CAIRO (AP) - An Egyptian court acquitted on Sunday two police officers who were previously convicted and sentenced to five years over the killing of a detained lawyer.
The verdict by the Cairo Criminal Court overturned the earlier verdict against the officers, who were accused of beating lawyer Karim Hamdi to death in February 2015.
Hamdi was detained on charges of belonging to the Muslim Brotherhood, which won a series of free elections after Egypt’s 2011 uprising but is now outlawed as a terrorist group.
Mohammed Morsi, a senior Brotherhood figure elected president in 2012, was overthrown by the military a year later, amid massive protests against his divisive rule.

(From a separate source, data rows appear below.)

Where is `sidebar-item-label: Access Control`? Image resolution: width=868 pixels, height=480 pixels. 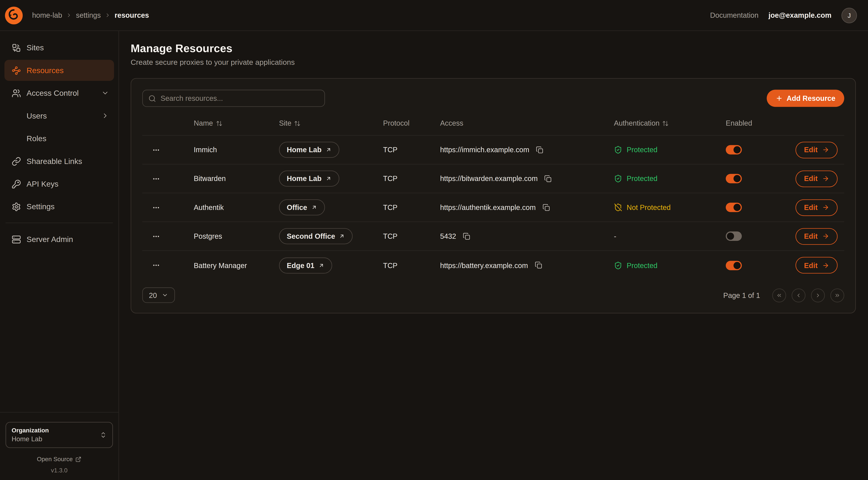 sidebar-item-label: Access Control is located at coordinates (53, 93).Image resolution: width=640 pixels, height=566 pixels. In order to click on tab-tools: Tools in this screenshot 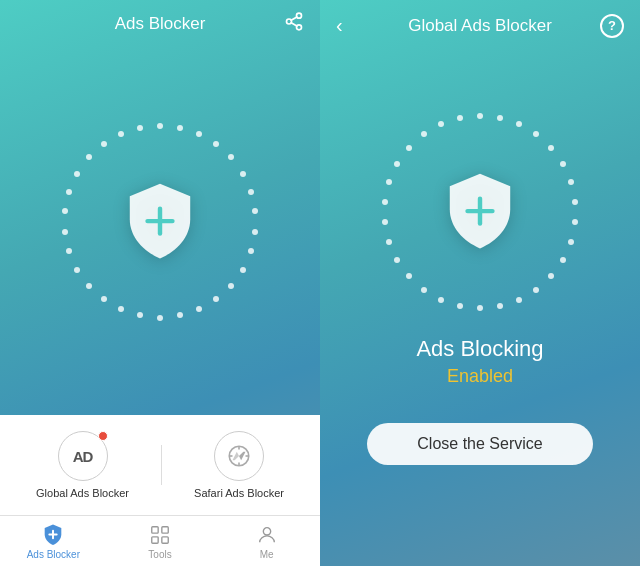, I will do `click(160, 542)`.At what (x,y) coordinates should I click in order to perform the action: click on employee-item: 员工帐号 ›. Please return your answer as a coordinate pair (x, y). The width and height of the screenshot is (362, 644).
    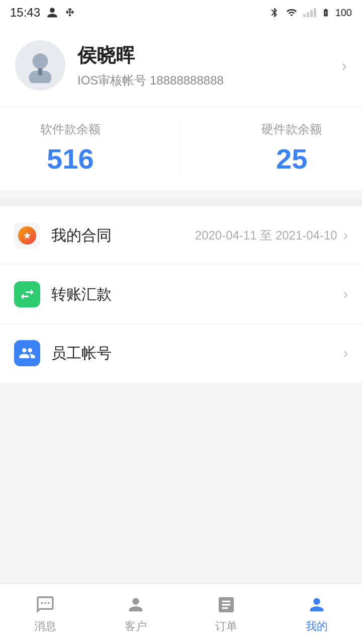
    Looking at the image, I should click on (181, 353).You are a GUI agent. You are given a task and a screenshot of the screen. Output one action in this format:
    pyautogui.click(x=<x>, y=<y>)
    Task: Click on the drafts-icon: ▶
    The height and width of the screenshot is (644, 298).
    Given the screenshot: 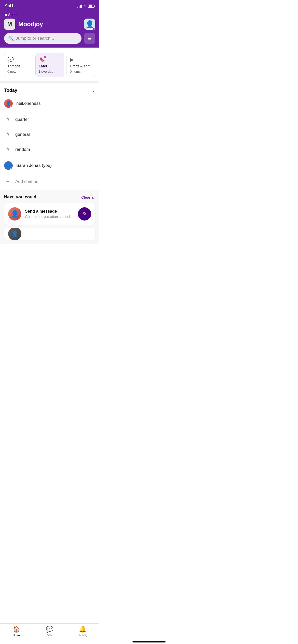 What is the action you would take?
    pyautogui.click(x=73, y=60)
    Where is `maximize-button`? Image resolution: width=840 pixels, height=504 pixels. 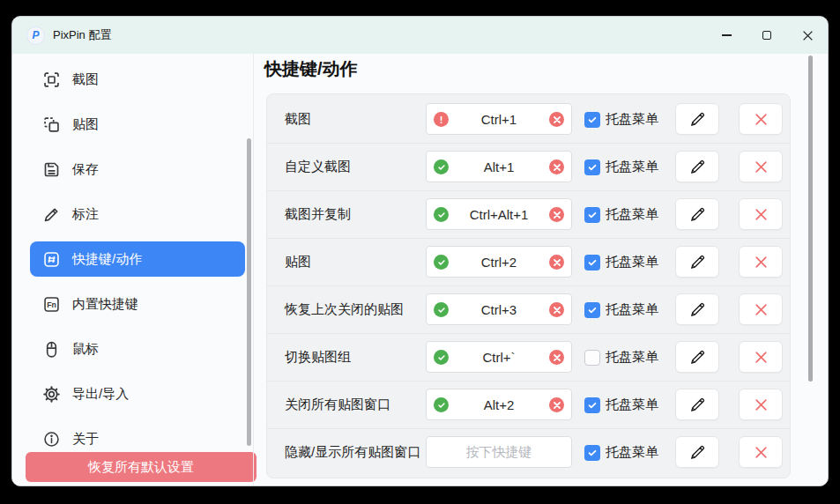 maximize-button is located at coordinates (767, 35). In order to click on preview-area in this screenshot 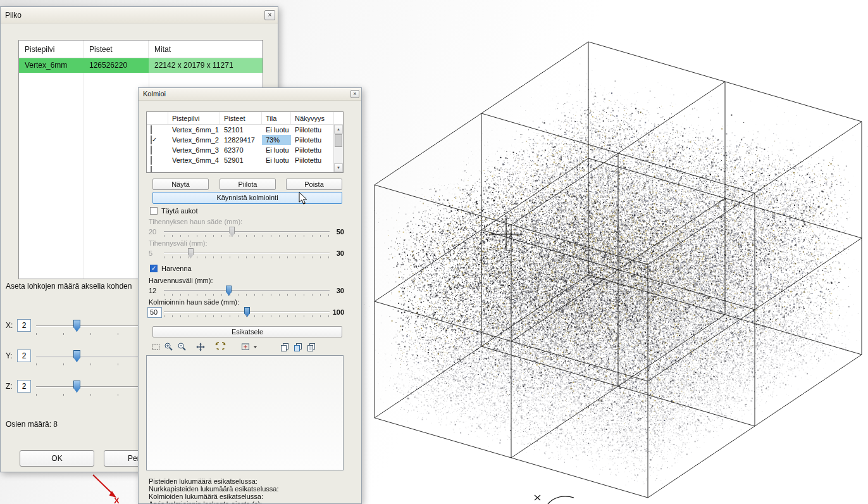, I will do `click(245, 413)`.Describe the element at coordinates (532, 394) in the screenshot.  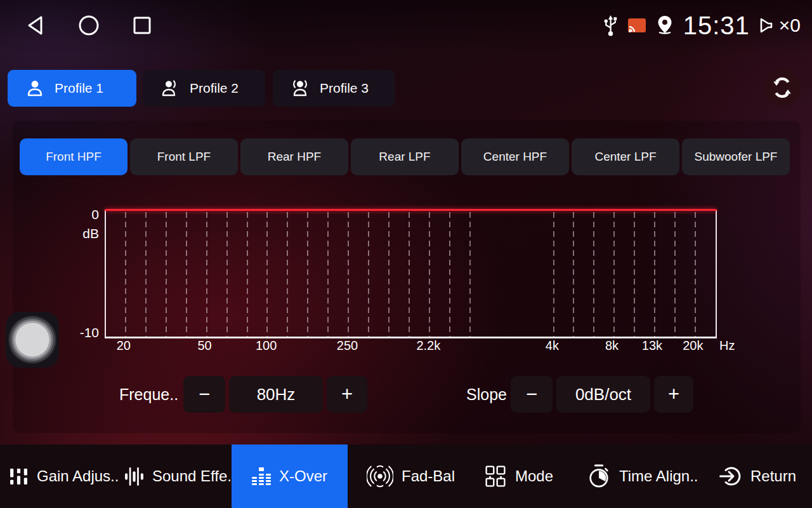
I see `slope-minus-button: −` at that location.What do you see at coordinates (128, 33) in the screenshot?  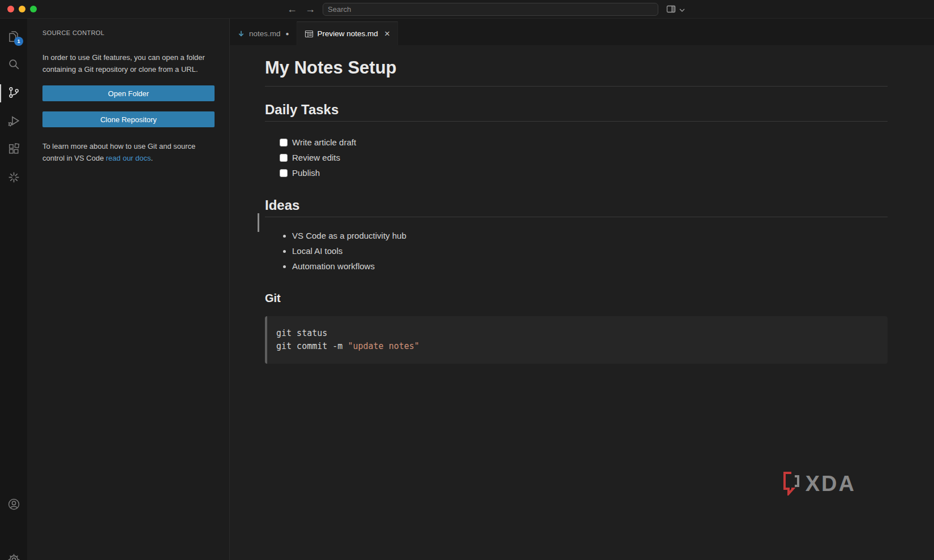 I see `sidebar-title: SOURCE CONTROL` at bounding box center [128, 33].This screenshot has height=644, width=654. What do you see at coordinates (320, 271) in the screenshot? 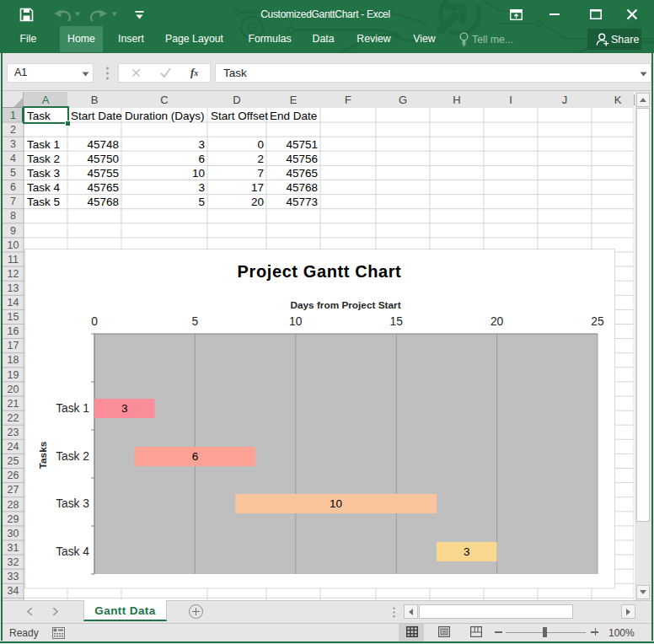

Since then, authorities have waged a heavy crackdown on the group.
Rights groups say torture and abuse are widespread in Egyptian detention facilities.
Also on Sunday, Egypt’s chief prosecutor referred 278 terror suspects to a military court on charges of joining two breakaway Brotherhood factions that have targeted police and army officers across the country for years.
The suspects, who are members of the Hasm and Liwaa el-Thawra factions, set up dozens of small militant cells and carried out numerous attacks against security forces in at least 17 provinces, prosecutor Nabil Sadek said in a statement.
The charges against them, he said, include killing and plotting to kill security personnel, attacking military checkpoints and sabotaging electricity facilities across the country.
Only 141 of the 278 suspects are in custody, the statement said.
Egyptian authorities believe both groups, which have been designated as terrorist organizations by Egypt and the United States, to be splinter groups of Morsi’s outlawed Muslim Brotherhood.
Egypt has been battling Islamic militants for years, but the insurgency gathered steam and grew deadlier after Morsi’s 2013 ouster.
In February, Egypt’s security forces launched an all-out offensive against militants, deploying tens of thousands of troops and police backed by fighter jets, helicopter gunships, navy vessels and tanks in the Sinai Peninsula and the Western Desert along the border with Libya.
Please read our comment policy before commenting.